Nostalgia has become a disease. It has mutated into something that connotes a system of symbols used in place of actual sentiment, instead of the profound emotional resonance the word is actually meant to describe. We use these symbols as relics of the feeling they evoked at the time they were relevant to us, to view the things dear to us through rose-tinted glasses.

It's intended effect is to describe an experience that ripples throughout our life, one that we return to again and again because it has changed us as a person. However, instead of this, this newly morphed idea of nostalgia settles in and keeps us looking backward instead of forward, longing for a time we have idealized so much that nothing lives up to it. In fact, in typical post-modern fashion, it has evolved so much that we have even begun to use symbols for the symbols, thereby muting the idea further.

And it begins early with every group that reaches maturity. It stunts emotional maturity. One only need to look at the droves Gen Xers (your narrator included) draped in T-shirts bearing the visage of retro video games to convinced of this.

But this is not to dismiss the notion of sentimentality. Just because something has sentiment, doesn’t necessarily make it sentimental, at least not in the pejorative sense of the word. Earlier, I wrote that this essay is not an existential soapbox to lament the absence of a place I call Home, and it isn’t. However, what it is, perhaps more than anything, is an attempt to understand those I consider peers.

I make no judgment of people who are sentimental; it’s just that sentimentality is often irrational. And when that idea is divorced from anything I can relate to and is senselessly irrational, it tend to reject it. So, while being without a Home doesn’t bother me, it has alienated me from many people with whom I associate.

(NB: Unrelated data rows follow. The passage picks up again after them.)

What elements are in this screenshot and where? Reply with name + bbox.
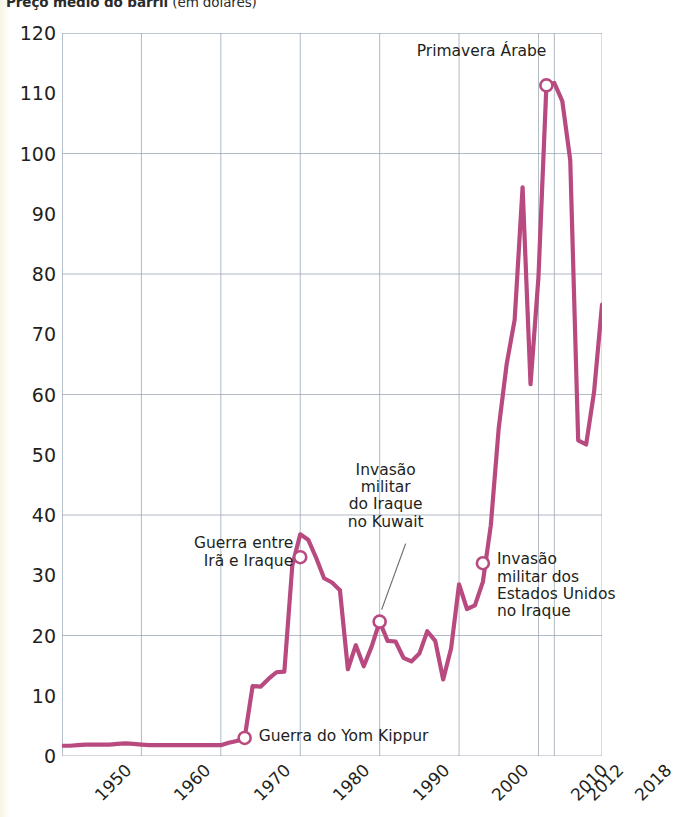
y-axis-tick-label: 30 [8, 566, 56, 585]
annotation-line: Primavera Árabe [410, 43, 546, 60]
x-axis-tick-label: 1980 [329, 760, 374, 805]
annotation-ira-iraque: Guerra entreIrã e Iraque [117, 535, 293, 570]
annotation-kuwait: Invasãomilitardo Iraqueno Kuwait [318, 462, 454, 531]
annotation-line: no Iraque [497, 603, 616, 620]
annotation-line: no Kuwait [318, 514, 454, 531]
chart-title-light: (em dólares) [168, 0, 257, 10]
annotation-line: Invasão [497, 551, 616, 568]
annotation-marker-primavera-arabe [540, 79, 552, 91]
chart-title-strong: Preço médio do barril [6, 0, 168, 10]
annotation-line: militar dos [497, 569, 616, 586]
x-axis-tick-label: 1970 [249, 760, 294, 805]
data-series-line [62, 83, 602, 746]
annotation-primavera-arabe: Primavera Árabe [410, 43, 546, 60]
annotation-yom-kippur: Guerra do Yom Kippur [259, 728, 429, 745]
chart-title: Preço médio do barril (em dólares) [6, 0, 257, 10]
y-axis-tick-label: 10 [8, 686, 56, 705]
y-axis-tick-label: 0 [8, 747, 56, 766]
annotation-line: Irã e Iraque [117, 553, 293, 570]
annotation-marker-yom-kippur [239, 732, 251, 744]
x-axis-tick-labels: 195019601970198019902000201020122018 [62, 756, 610, 817]
y-axis-tick-label: 20 [8, 626, 56, 645]
y-axis-tick-label: 80 [8, 265, 56, 284]
x-axis-tick-label: 1950 [91, 760, 136, 805]
annotation-marker-ira-iraque [294, 551, 306, 563]
x-axis-tick-label: 2018 [631, 760, 675, 805]
y-axis-tick-label: 100 [8, 144, 56, 163]
annotation-marker-eua-iraque [477, 557, 489, 569]
annotation-marker-kuwait [374, 616, 386, 628]
y-axis-tick-label: 70 [8, 325, 56, 344]
chart-svg [62, 33, 602, 756]
y-axis-tick-label: 60 [8, 385, 56, 404]
grid-lines [62, 33, 602, 756]
annotation-line: Estados Unidos [497, 586, 616, 603]
y-axis-tick-labels: 0102030405060708090100110120 [0, 33, 56, 756]
y-axis-tick-label: 40 [8, 506, 56, 525]
annotation-line: militar [318, 479, 454, 496]
x-axis-tick-label: 2000 [488, 760, 533, 805]
y-axis-tick-label: 110 [8, 84, 56, 103]
annotation-eua-iraque: Invasãomilitar dosEstados Unidosno Iraqu… [497, 551, 616, 620]
annotation-line: Invasão [318, 462, 454, 479]
x-axis-tick-label: 1960 [170, 760, 215, 805]
annotation-leader-line [382, 544, 406, 610]
y-axis-tick-label: 50 [8, 445, 56, 464]
x-axis-tick-label: 1990 [408, 760, 453, 805]
y-axis-tick-label: 90 [8, 204, 56, 223]
annotation-line: Guerra entre [117, 535, 293, 552]
annotation-line: do Iraque [318, 496, 454, 513]
annotation-line: Guerra do Yom Kippur [259, 728, 429, 745]
plot-area [62, 33, 602, 756]
y-axis-tick-label: 120 [8, 24, 56, 43]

While I maintain my preference for the way I view things, I am not one of those people who readily condemn my generation and act as though they have all gone mad. Quite the contrary. I feel about this the way gay people must feel about straight sex—I acknowledge that it is the status quo, but simply do not have an appetite for it. I doubt gay people loathe straight people any more than they view their own behavior as aberrant.

A lifestyle where I take comfort in the rational and logical will inevitably leave me somewhere on the fringe, alone with only the comfort of that rationale. It will leave me isolated from those I care about.

I lament that far more than I will ever bemoan the loss of some mythical Neverland.